Graeme Smith is critical of the move to centralise planning metings in Inverness.

A DECISION to centralise all planning committee meetings to Inverness has been blasted by a Caithness councillor as a “cold efficiency”.

Wick member Graeme Smith argued the plan – agreed at a meeting of the full Highland Council last week – replaces governance “with diktat and Draconian adherence to policy”.

Councillors voted to reduce the number of planning application committees in the area from three two – one to cover the North and one for the south.

This means, as of January, the North’s planning application committee will cover wards in Caithness, Sutherland, East Ross, the Black Isle and Skye, while its south counterpart will take in those in Inverness, Lochaber, ?Nairn and Badenoch and Strathspey.

The county will be represented on the North committee by two councillors from Landward Caithness, and one each from the Thurso and Wick wards.

The move will, however, mean all meetings will be webcast from Glenurquhart Road, while a commitment has been given to monitor and review the work of the two new committees within a 12-month period.

Mr Smith said the council had taken a bad decision, claiming the measures are only preferable for planners and the authority’s cabinet.

“This council seems bent on copying the Nationalist centralising tendency encamped at the foot of Arthur’s Seat by pulling everything Highland to the local seat at Glenurquhart Road,” he said. “It is a cold efficiency that takes the local out of local government and replaces governance with diktat and draconian adherence to policy. Slavish adherence to policy may be effective, but it rarely makes for good governance.”

He added: “Unfortunately, the excess of previous wayward councillors in planning matters has made it easy for the centralising tendency to foist this illiberal efficiency onto a battered Highlands which has just about given up on ever seeing the local being put back into local government.

“No real argument was made that the public do not want a change that can only benefit the planning officials and the policy control freaks in the council cabinet.”

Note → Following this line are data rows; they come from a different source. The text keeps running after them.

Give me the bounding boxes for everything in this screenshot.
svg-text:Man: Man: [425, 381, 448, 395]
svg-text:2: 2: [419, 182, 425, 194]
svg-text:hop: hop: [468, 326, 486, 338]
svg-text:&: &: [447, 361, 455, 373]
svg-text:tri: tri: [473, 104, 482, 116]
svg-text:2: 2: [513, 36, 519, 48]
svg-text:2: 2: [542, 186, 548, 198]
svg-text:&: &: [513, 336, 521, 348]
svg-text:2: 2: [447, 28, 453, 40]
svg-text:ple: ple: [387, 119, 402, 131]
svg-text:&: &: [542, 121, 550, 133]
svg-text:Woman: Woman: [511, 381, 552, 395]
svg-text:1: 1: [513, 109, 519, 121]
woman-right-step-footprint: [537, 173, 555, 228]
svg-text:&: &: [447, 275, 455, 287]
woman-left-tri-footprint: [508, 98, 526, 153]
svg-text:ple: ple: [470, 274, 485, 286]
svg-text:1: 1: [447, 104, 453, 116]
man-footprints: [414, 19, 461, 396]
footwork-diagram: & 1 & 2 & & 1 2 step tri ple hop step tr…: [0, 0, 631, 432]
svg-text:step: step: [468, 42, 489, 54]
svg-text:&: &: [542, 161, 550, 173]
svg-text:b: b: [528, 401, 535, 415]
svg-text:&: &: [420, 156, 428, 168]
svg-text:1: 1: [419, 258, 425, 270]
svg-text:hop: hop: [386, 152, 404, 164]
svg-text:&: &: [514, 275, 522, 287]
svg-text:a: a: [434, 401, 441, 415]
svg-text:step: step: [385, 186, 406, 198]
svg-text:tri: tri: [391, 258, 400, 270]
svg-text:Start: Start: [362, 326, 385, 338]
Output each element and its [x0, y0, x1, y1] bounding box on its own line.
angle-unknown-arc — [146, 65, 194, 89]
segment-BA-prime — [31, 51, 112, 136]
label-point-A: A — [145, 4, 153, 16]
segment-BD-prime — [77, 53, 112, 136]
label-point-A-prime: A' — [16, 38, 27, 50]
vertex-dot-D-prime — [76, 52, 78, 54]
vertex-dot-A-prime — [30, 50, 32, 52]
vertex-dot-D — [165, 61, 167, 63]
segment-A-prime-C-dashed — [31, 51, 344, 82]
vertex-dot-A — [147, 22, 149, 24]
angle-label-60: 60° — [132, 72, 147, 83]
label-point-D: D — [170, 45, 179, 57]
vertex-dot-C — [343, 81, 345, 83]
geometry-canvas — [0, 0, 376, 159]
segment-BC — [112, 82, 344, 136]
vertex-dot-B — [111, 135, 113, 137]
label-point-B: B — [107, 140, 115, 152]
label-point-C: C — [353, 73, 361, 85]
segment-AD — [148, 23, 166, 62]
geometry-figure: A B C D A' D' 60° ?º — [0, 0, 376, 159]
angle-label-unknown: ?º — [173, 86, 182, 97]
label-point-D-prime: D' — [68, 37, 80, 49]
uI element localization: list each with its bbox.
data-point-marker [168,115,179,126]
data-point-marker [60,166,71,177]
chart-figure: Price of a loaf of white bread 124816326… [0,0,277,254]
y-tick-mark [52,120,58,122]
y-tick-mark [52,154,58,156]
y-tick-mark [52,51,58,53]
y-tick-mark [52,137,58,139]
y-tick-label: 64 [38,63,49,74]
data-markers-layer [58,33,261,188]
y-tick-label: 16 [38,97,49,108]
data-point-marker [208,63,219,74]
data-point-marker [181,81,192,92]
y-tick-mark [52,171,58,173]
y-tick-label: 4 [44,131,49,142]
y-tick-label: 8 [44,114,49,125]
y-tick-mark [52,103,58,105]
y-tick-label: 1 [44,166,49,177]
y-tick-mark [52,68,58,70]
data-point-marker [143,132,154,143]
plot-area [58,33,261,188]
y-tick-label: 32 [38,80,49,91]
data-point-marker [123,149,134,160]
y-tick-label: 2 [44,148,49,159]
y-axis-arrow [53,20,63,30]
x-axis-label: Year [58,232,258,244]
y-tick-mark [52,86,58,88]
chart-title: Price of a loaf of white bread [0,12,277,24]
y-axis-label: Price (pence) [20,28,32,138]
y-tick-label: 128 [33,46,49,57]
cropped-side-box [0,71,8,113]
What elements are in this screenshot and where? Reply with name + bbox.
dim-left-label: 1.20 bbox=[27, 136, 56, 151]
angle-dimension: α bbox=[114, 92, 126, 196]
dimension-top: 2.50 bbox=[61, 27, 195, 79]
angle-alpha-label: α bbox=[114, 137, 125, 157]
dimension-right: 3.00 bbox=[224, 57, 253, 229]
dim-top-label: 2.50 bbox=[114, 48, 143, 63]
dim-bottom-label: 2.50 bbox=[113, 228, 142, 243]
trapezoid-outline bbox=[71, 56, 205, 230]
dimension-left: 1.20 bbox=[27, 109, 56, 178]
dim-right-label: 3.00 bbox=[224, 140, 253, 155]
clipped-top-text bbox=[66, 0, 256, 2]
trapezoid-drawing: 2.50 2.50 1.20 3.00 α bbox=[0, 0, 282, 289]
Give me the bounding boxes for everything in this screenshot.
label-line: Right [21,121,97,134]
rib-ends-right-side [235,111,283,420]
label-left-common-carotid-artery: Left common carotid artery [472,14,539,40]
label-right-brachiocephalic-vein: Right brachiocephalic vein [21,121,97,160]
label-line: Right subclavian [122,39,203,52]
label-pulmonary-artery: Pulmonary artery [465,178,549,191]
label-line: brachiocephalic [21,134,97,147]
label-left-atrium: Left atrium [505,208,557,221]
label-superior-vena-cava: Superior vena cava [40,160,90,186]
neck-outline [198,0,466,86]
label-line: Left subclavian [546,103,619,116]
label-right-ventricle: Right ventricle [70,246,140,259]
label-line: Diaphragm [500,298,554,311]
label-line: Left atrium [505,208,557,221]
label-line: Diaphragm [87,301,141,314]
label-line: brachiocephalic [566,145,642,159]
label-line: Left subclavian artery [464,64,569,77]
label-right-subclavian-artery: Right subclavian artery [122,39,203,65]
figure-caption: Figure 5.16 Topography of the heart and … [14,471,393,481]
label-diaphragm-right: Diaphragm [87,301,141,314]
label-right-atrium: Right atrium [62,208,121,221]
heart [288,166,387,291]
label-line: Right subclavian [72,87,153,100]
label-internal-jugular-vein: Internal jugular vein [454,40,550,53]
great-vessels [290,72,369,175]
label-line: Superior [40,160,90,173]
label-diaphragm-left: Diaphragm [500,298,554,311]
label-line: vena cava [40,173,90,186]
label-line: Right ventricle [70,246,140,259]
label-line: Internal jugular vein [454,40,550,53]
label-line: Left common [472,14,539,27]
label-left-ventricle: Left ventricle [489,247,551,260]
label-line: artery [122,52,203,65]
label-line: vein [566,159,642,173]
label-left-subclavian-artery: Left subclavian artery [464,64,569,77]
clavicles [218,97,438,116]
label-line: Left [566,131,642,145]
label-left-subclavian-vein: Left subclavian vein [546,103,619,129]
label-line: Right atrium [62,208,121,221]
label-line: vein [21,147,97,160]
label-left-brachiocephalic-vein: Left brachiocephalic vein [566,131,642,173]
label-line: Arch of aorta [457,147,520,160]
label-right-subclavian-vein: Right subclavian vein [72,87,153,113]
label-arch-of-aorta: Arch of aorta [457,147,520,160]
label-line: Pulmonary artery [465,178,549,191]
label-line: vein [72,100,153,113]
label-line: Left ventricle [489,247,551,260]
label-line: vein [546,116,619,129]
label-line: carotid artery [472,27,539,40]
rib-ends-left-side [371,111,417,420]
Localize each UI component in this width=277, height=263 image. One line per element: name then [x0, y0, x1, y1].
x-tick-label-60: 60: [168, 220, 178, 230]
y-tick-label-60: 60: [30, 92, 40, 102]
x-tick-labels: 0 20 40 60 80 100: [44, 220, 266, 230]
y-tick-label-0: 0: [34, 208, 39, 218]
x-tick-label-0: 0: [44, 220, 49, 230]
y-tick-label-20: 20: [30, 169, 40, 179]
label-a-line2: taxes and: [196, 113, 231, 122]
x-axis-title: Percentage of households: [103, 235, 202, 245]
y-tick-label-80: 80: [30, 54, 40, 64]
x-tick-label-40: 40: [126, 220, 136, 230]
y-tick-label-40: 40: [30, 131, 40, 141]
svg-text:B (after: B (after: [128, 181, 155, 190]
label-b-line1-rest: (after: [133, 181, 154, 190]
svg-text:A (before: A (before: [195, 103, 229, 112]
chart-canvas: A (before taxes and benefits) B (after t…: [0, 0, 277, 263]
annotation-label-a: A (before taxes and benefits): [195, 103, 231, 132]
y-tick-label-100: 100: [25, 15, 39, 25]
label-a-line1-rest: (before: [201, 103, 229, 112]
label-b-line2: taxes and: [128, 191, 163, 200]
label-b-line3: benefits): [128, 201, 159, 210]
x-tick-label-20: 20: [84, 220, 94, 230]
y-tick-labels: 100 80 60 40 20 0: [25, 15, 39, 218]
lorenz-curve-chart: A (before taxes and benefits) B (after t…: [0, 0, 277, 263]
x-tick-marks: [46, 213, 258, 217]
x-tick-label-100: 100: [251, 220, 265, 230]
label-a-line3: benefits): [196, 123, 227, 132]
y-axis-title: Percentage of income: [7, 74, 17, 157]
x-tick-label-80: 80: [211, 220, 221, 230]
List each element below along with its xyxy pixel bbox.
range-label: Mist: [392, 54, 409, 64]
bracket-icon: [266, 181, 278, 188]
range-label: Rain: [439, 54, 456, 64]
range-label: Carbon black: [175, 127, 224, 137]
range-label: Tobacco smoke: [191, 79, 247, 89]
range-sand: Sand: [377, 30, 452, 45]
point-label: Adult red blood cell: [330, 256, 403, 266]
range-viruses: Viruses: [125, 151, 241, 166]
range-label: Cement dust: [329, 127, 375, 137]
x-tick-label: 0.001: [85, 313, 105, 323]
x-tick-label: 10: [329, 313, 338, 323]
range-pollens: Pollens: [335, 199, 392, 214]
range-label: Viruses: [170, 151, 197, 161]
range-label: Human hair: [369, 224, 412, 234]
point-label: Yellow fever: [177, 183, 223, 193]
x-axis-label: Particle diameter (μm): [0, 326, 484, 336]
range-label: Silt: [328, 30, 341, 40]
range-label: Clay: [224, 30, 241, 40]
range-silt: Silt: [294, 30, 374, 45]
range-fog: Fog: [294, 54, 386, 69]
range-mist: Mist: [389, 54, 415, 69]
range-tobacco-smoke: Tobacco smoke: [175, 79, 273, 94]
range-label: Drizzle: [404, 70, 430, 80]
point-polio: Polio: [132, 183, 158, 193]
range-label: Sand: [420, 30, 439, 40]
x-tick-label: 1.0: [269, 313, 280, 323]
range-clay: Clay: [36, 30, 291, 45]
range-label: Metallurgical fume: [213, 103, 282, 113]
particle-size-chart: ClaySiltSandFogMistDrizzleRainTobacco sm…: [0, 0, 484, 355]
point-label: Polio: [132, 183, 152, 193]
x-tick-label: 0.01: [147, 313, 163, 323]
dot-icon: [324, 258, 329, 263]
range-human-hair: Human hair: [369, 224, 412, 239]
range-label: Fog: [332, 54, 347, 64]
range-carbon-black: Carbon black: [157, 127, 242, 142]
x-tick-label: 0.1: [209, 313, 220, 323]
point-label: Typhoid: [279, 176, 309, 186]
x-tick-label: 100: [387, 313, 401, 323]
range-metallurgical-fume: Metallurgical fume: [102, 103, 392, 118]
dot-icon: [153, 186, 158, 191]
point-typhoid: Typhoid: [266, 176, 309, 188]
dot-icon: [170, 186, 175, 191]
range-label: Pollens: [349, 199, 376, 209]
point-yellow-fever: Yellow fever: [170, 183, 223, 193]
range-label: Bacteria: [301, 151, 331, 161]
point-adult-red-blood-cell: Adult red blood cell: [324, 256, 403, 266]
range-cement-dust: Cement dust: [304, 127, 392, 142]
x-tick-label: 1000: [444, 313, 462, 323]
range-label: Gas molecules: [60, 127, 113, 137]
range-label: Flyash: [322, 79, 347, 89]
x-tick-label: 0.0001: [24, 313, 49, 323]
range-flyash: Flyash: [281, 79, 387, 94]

Members approved the proposals by 22 votes to 11, with 26 abstentions. They also agreed with the governance review group’s recommendation to consolidate the work of the land, environment and sustainability strategy group, the climate change working group and the community benefits working group.

A new rural affairs and climate change strategy group, which will be made up of 15 councillors, will be in place from January.

Speaking during the meeting, Thurso councillor Donnie Mackay said the move was another step towards further centralisation of services.

“I was elected nine years ago as a local councillor, when decisions were taken at a local level. There are now no decisions taken locally. It is terrible that everything is becoming centralised, the way things are going hospitals will soon only be available in Inverness. This is not the right decision.”

Supporting the move, Councillor Ian Ross, chair of the planning, environment and development committee, said: “The decisions planning committees make are increasingly open to scrutiny and legal challenges.

In order that councillors come to decisions that can stand up to robust internal and external scrutiny, access to professional advice and guidance from our staff during meetings is important.

“Public access to how we do business and come to decisions is also vital. Webcasting allows members of the public, stakeholders, agencies and businesses to follow proceedings wherever they are.

“I believe this new structure will be fit for purpose with local members still very much at the heart of decision-making.

“Another important bonus is that meetings will be held monthly so people will find the planning application process is speeded up.”